1) If your tire size is currently larger than actual it will make the odometer read more distance traveled per tire rotation than actual. Make the distance traveled larger than actual and you increase the calculated mileage.

2) Never go by computer readouts for things like mileage. That needs to be only on paper because the Edge programmers rely on MAF sensor values and corresponding mpg values. It then makes a running average. Using the MAF sensor inherently brings in error. Usually making the mileage value larger than reality. When you lift your foot off the gas pedal and roll or start to slow down, that portion of time is counted as 40 MPG, WOT runs are usually around 5 mpg because you are moving while using gas. When you compare many 40's averaged with a few 5's and a general majority around 15, the 40's will pull the average up very quickly. For a silly experiment you can reset the mileage calculator and do nothing but WOT acceleration then roll (no brakes) until you stop. Do this for an entire tank. The average will say you are getting good mileage, your paper calculation will not agree.
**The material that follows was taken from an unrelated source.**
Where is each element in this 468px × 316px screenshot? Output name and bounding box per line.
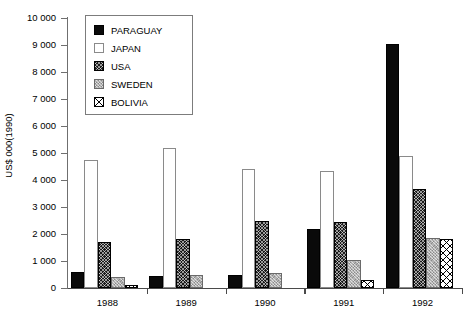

The programmer influences the speedo/odometer by changing the tire size. Your odometer calculation is done by keeping track of tire rotations. The only way the truck knows how far you went is by the tire circumference you enter. That mileage you have calculated could be adjusted by going back to the trip distance, multiplying by the squish value (.97 or whatever is accurate) then dividing by the number of gallons used.
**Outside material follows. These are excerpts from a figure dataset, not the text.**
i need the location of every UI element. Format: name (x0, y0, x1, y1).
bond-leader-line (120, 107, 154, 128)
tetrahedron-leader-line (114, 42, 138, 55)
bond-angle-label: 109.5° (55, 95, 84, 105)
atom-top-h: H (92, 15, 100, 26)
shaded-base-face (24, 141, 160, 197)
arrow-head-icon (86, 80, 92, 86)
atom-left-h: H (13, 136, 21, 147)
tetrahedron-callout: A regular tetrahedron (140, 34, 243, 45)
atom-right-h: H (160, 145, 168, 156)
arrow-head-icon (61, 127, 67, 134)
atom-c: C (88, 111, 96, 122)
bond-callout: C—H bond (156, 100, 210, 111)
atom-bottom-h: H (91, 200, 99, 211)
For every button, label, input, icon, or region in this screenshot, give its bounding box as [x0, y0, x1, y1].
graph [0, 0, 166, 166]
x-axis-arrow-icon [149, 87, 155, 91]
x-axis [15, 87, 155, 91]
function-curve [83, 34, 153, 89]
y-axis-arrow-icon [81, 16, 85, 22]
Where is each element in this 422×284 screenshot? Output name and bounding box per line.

An easy way to get your odometer is to program the truck to a tire size you know is wrong, like 20" diameter. Drive about 10 miles. You can either use a GPS, map or highway markers. Then use this formula

GPS odo / Truck odo x tire size you entered (20") = Correct tire size.

Distance increases the accuracy of this formula. My programmer uses the actual circumference in MM so that also helps but it should still work on diameter since you are only scaling the value.